On Mon, 28 Jul 2014 01:55:01 +0000
hasufell <hasufell at gentoo.org> wrote:

> I'm a gentoo dev since 2 years and have come across the NixOS project
> recently which looks quite revolutionary.
> 
> However, since I'v seen a lot of things gone wrong in distros (primarily
> gentoo), I am curious if you have a concept for ensuring that NixOS
> stays focussed.
> 
> That may sound weird, because you probably know what you want right now,
> but from my limited experience that may change drastically depending on
> your political, organizational and collaboration model.
> 
> I'm not entirely sure myself what the right way here is or if you even
> think that focus is needed.
> 
> However here are some thoughts about it that crossed my mind.
> 
> A lot of projects (some successfully) ensure focus by limiting the
> number of core developers to the absolute minimum, which means
> decision-making is pretty easy. At the same time they open up the gates
> for random collaboration. This implies a well designed review workflow
> with very responsive and active developers for this to function
> properly, otherwise people will give up on overcomplicated contribution
> procedures/channels and do their own thing.

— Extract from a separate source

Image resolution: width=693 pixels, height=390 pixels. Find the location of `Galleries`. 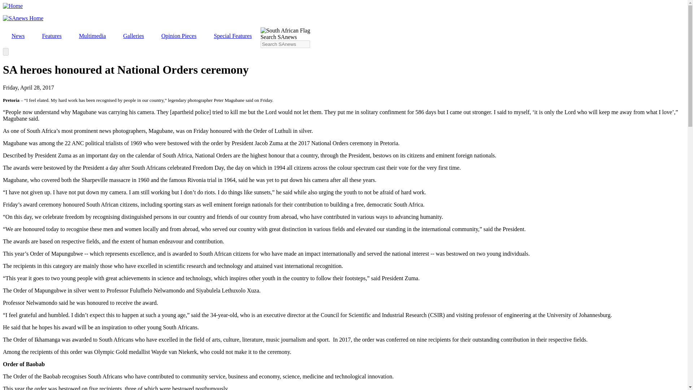

Galleries is located at coordinates (133, 36).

> I'd pretty much say that the linux kernel runs this model successfully,
> although reasons for this are probably a bit more complicated.
> 
> Gentoo here is almost the complete opposite with >200 core developers
> and it is rapidly losing focus and consistency every year. Decision
> making is a cumbersome process, there are too many diverging ideas,
> although we have a "council" to settle global issues (doesn't work very
> well). That in turn leads to less people caring about global issues and
> new ideas or about fixing non-trivial fundamental problems.
> There is also no enforced internal review workflow. People want to "get
> things done" and avoid unnecessary reviews. That is dangerous and has
> led to serious problems in the past.
> At the same time, a lot of our contribution channels have failed and are
> too complicated. Because the number of random contributors is
> decreasing, we add more core developers to the team, causing even more
> internal problems.
> 
> I almost think that a centralized distribution model is doomed to fail.
> That does not only include the workflow with review platforms, DVCS
> tools etc., but also the political and organizational structure.
> 
> I don't see much information about these points on your website (only
> technical stuff). What are your solutions to the mentioned issue, if
> any? How do you ensure focus and collaboration at the same time?